If the Keezers remind you a bit of the Rothsteins, who were also a favorite of the high-society mags, maybe it's because they had the same jeweler. Or was it their flare for interior design?

OK, maybe it's the husband's role in a lucrative business that encountered some devastating legal turbulence.

For all the outward appearances of glamour, David Keezer made his fortune in a grimy business: telemarketing. He and his business partner, Scott Pasch, are from New Jersey, where they'd been sued on multiple occasions by suspicious state and federal regulators.

But for more than a decade, the telemarketing titans had managed to wriggle out of lawsuits that alleged they were using fraudulent means to win donations, telling those who answered their calls that a large portion of the money -- if not all of it -- was going straight to the police or fire department that had hired them. In fact, Keezer's company was pocketing some 85 percent of what it raised.

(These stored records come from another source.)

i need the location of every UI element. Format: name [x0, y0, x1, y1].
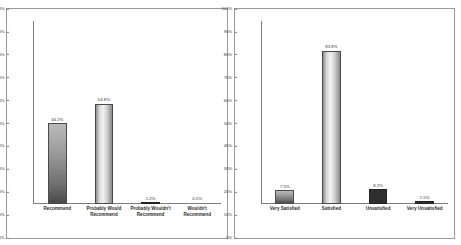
category-label: Probably Wouldn't Recommend: [127, 206, 174, 232]
y-tick-label: 20%: [224, 190, 235, 194]
bar-value-label: 44.2%: [51, 118, 63, 122]
plot-area-right: 100% 90% 80% 70% 60% 50% 40% 30% 20% 10%…: [235, 9, 455, 238]
bar-slot: 8.2%: [355, 21, 402, 204]
y-tick-label: 80%: [224, 53, 235, 57]
bar-group-right: 7.5% 83.8% 8.2% 1.5%: [262, 21, 449, 204]
bar-value-label: 54.8%: [98, 98, 110, 102]
bar-very-satisfied: 7.5%: [275, 190, 294, 204]
y-tick-label: 90%: [224, 30, 235, 34]
y-tick-label: 20%: [0, 190, 7, 194]
bar-slot: 1.2%: [127, 21, 174, 204]
y-tick-label: 70%: [224, 76, 235, 80]
y-tick-label: 30%: [224, 167, 235, 171]
y-tick-label: 80%: [0, 53, 7, 57]
y-tick-label: 50%: [224, 121, 235, 125]
bar-value-label: 0.5%: [192, 197, 202, 201]
bar-value-label: 8.2%: [373, 184, 383, 188]
bar-slot: 7.5%: [262, 21, 309, 204]
y-tick-label: 100%: [221, 7, 234, 11]
y-tick-label: 40%: [224, 144, 235, 148]
category-labels-left: Recommend Probably Would Recommend Proba…: [34, 206, 221, 232]
bar-group-left: 44.2% 54.8% 1.2% 0.5%: [34, 21, 221, 204]
bar-slot: 1.5%: [401, 21, 448, 204]
plot-area-left: 100% 90% 80% 70% 60% 50% 40% 30% 20% 10%…: [7, 9, 227, 238]
y-tick-label: 60%: [0, 98, 7, 102]
y-tick-label: 70%: [0, 76, 7, 80]
bar-probably-wouldnt-recommend: 1.2%: [141, 202, 160, 204]
y-tick-label: 0%: [0, 236, 7, 240]
y-tick-label: 10%: [224, 213, 235, 217]
bar-unsatisfied: 8.2%: [369, 189, 388, 204]
bar-recommend: 44.2%: [48, 123, 67, 204]
y-tick-label: 90%: [0, 30, 7, 34]
category-label: Wouldn't Recommend: [174, 206, 221, 232]
bar-value-label: 83.8%: [325, 45, 337, 49]
bar-slot: 44.2%: [34, 21, 81, 204]
y-tick-label: 100%: [0, 7, 7, 11]
y-tick-label: 40%: [0, 144, 7, 148]
bar-value-label: 1.2%: [146, 197, 156, 201]
category-label: Very Satisfied: [262, 206, 309, 232]
y-tick-label: 30%: [0, 167, 7, 171]
y-tick-label: 60%: [224, 98, 235, 102]
bar-slot: 83.8%: [308, 21, 355, 204]
bar-slot: 0.5%: [174, 21, 221, 204]
category-label: Probably Would Recommend: [81, 206, 128, 232]
satisfaction-chart-panel: 100% 90% 80% 70% 60% 50% 40% 30% 20% 10%…: [234, 8, 456, 239]
category-label: Very Unsatisfied: [401, 206, 448, 232]
bar-value-label: 1.5%: [420, 196, 430, 200]
category-label: Recommend: [34, 206, 81, 232]
category-label: Satisfied: [308, 206, 355, 232]
y-tick-label: 0%: [226, 236, 235, 240]
category-labels-right: Very Satisfied Satisfied Unsatisfied Ver…: [262, 206, 449, 232]
category-label: Unsatisfied: [355, 206, 402, 232]
bar-very-unsatisfied: 1.5%: [415, 201, 434, 204]
bar-slot: 54.8%: [81, 21, 128, 204]
chart-sheet: 100% 90% 80% 70% 60% 50% 40% 30% 20% 10%…: [0, 0, 461, 245]
bar-probably-would-recommend: 54.8%: [95, 104, 114, 204]
bar-wouldnt-recommend: 0.5%: [188, 203, 207, 204]
bar-value-label: 7.5%: [280, 185, 290, 189]
recommendation-chart-panel: 100% 90% 80% 70% 60% 50% 40% 30% 20% 10%…: [6, 8, 228, 239]
y-tick-label: 10%: [0, 213, 7, 217]
bar-satisfied: 83.8%: [322, 51, 341, 204]
y-tick-label: 50%: [0, 121, 7, 125]
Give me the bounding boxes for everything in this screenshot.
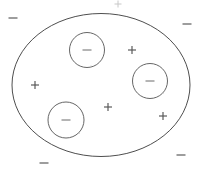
inside-plus-charge-4: [159, 112, 167, 120]
outside-charges-group: [9, 18, 192, 163]
faint-mark-1: [115, 1, 122, 8]
speck: [90, 65, 91, 66]
speck: [78, 132, 80, 134]
faint-marks-group: [115, 1, 122, 8]
inside-plus-charge-3: [104, 103, 112, 111]
inside-plus-charge-2: [128, 46, 136, 54]
inner-charge-circle-2: [133, 64, 168, 99]
inside-plus-charge-1: [31, 81, 39, 89]
inner-circles-group: [48, 33, 168, 139]
diagram-canvas: [0, 0, 202, 171]
scan-specks-group: [78, 65, 164, 133]
inner-charge-circle-1: [70, 33, 105, 68]
speck: [162, 92, 163, 93]
charge-diagram: [0, 0, 202, 171]
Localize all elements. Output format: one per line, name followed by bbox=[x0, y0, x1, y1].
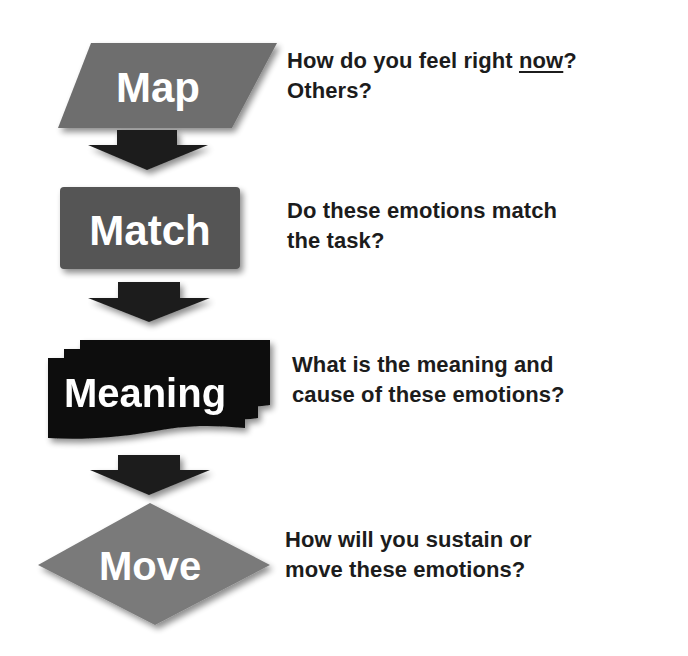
meaning-step-shape: Meaning bbox=[48, 340, 270, 439]
now-emphasis: now bbox=[519, 48, 563, 73]
down-arrow-icon bbox=[90, 455, 210, 495]
match-question-line1: Do these emotions match bbox=[287, 196, 557, 226]
meaning-question: What is the meaning and cause of these e… bbox=[292, 350, 565, 410]
match-question-line2: the task? bbox=[287, 226, 557, 256]
meaning-label: Meaning bbox=[64, 371, 226, 415]
move-question: How will you sustain or move these emoti… bbox=[285, 525, 532, 585]
move-label: Move bbox=[99, 544, 201, 588]
map-step-shape: Map bbox=[58, 43, 277, 128]
map-question-mark: ? bbox=[563, 48, 577, 73]
move-step-shape: Move bbox=[38, 503, 270, 625]
map-question-line1: How do you feel right now? bbox=[287, 46, 577, 76]
match-step-shape: Match bbox=[60, 187, 240, 269]
map-question-text: How do you feel right bbox=[287, 48, 519, 73]
move-question-line1: How will you sustain or bbox=[285, 525, 532, 555]
meaning-question-line2: cause of these emotions? bbox=[292, 380, 565, 410]
move-question-line2: move these emotions? bbox=[285, 555, 532, 585]
map-question-line2: Others? bbox=[287, 76, 577, 106]
map-label: Map bbox=[116, 64, 200, 111]
match-question: Do these emotions match the task? bbox=[287, 196, 557, 256]
map-question: How do you feel right now? Others? bbox=[287, 46, 577, 106]
down-arrow-icon bbox=[88, 282, 210, 322]
meaning-question-line1: What is the meaning and bbox=[292, 350, 565, 380]
match-label: Match bbox=[89, 207, 210, 254]
down-arrow-icon bbox=[88, 130, 208, 170]
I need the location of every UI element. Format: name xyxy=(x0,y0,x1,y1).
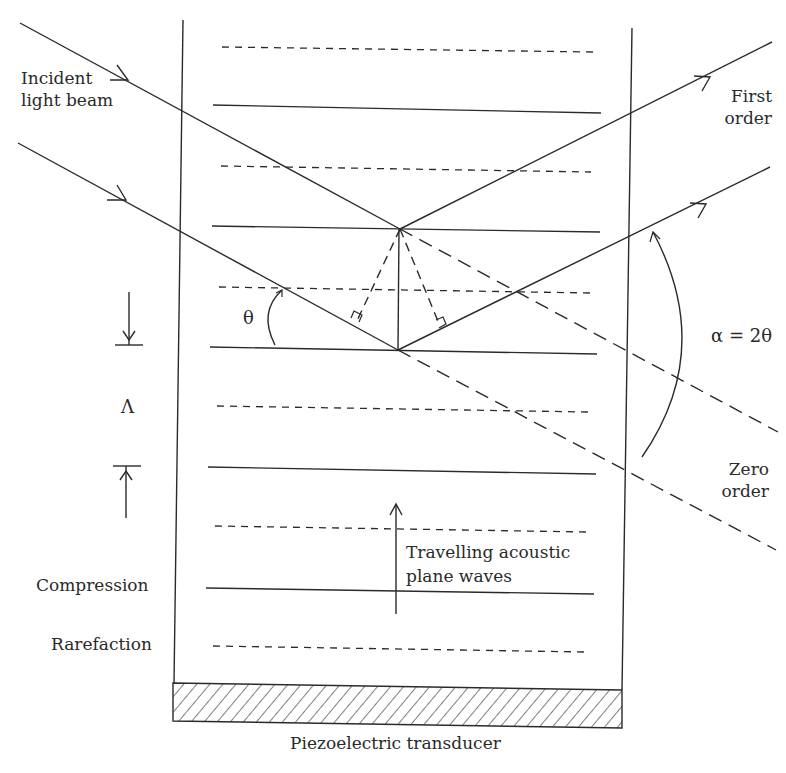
theta-label: θ xyxy=(243,307,254,329)
first-order-label-line2: order xyxy=(690,107,772,129)
alpha-label: α = 2θ xyxy=(711,325,772,347)
piezoelectric-transducer xyxy=(173,683,622,728)
compression-wavefronts xyxy=(206,105,601,594)
alpha-arc xyxy=(642,232,682,457)
incident-label-line2: light beam xyxy=(21,89,113,111)
incident-label-line1: Incident xyxy=(21,67,113,89)
propagation-arrow xyxy=(390,504,402,614)
wavelength-label: Λ xyxy=(121,396,134,418)
compression-label: Compression xyxy=(36,574,149,596)
incident-label: Incident light beam xyxy=(21,67,113,111)
travelling-label-line2: plane waves xyxy=(406,565,570,587)
rarefaction-label: Rarefaction xyxy=(51,633,152,655)
normal-line xyxy=(398,229,399,350)
first-order-label-line1: First xyxy=(690,85,772,107)
transducer-label: Piezoelectric transducer xyxy=(290,732,501,754)
theta-arc xyxy=(268,290,282,345)
cell-right-wall xyxy=(622,28,632,690)
diffraction-diagram: Incident light beam First order Zero ord… xyxy=(0,0,786,773)
cell-left-wall xyxy=(174,20,183,684)
zero-order-label-line1: Zero xyxy=(690,458,769,480)
diagram-graphics xyxy=(0,0,786,773)
zero-order-label: Zero order xyxy=(690,458,769,502)
first-order-label: First order xyxy=(690,85,772,129)
travelling-label-line1: Travelling acoustic xyxy=(406,541,570,563)
zero-order-label-line2: order xyxy=(690,480,769,502)
travelling-label: Travelling acoustic plane waves xyxy=(406,541,570,587)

As of Wednesday, however, these telemarketers will have to find a new line of work and pay back a considerable portion of the wealth they accumulated -- $18.8 million, the biggest civil penalty in the history of the Federal Trade Commission. The settlement also called for the two businessmen to retire permanently from telemarketing.

An excerpt of an article at Philly.com:

To pay the penalties, they're forfeiting a treasure-trove of assets: two $2 million homes, paintings by Picasso and Van Gogh valued at $1.4 million, an $800,000 guitar collection, $270,000 from a recently sold wine collection, $117,000 in jewelry, three Mercedes, two Bentleys, and a variety of other property.
No mention of the Boca house that's under Lori Keezer's name, currently valued at $6 million. And since there seem to be no victims who lost their life's earnings, it seems unlikely that there will be the pressure to seize assets like there is among victims of Bernie Madoff, for instance. No criminal charges were filed against Keezer or Pasch.